John James Audubon's Birds of America is a portal into the natural world.
Printed between 1827 and 1838, it contains 435 life-sized watercolours of North American birds (Havell edition), all reproduced from hand-engraved plates, and is considered to be the archetype of wildlife illustration.
Only 120 complete sets of Audubon's 435 hand-coloured, life-sized engravings of America's birds are believed to exist today, with the majority (107) owned by institutions.
The last full edition of The Birds of America, which went up for auction in 2010, sold for £7.3m at Sotheby's, breaking the world record for a single book.
"Birds of America is most significant for its sheer beauty. It's a masterpiece of illustration," said Richard Davies of rare and used book specialist AbeBooks.

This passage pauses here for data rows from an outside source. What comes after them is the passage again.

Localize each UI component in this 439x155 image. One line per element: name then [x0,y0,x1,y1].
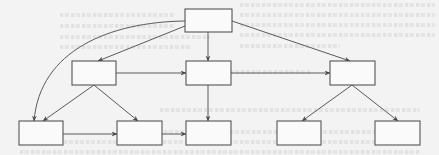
node-bottom-3 [186,121,231,145]
node-bottom-2 [117,121,162,145]
node-mid-center [186,61,231,85]
node-bottom-4 [277,121,321,145]
node-root [185,9,232,32]
nodes [19,9,420,145]
edge-mid-left-to-bottom-1 [43,85,94,121]
node-bottom-1 [19,121,63,145]
edge-root-to-mid-right [232,21,350,61]
flowchart-diagram [0,0,439,155]
edge-mid-left-to-bottom-2 [94,85,138,121]
edge-root-to-mid-left [98,26,185,61]
node-bottom-5 [375,121,420,145]
edge-mid-right-to-bottom-4 [302,85,352,121]
node-mid-right [330,61,375,85]
node-mid-left [72,61,116,85]
edge-mid-right-to-bottom-5 [352,85,398,121]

Aside from being famous in the rare book world, Birds of America has also immense historical and ornithological importance. Some of the birds John James Audubon painted are extinct and he also discovered new species.
The illegitimate son of a French sea captain and his creole mistress, Audubon was an itinerant artist who travelled America's wilderness drawing the birds he loved.
He was insistent that The Birds of America was made up of life-size illustrations, and that it showed all the known species of north America, making the finished volume the greatest of all bird books, arguably the highest achievement of ornithological art.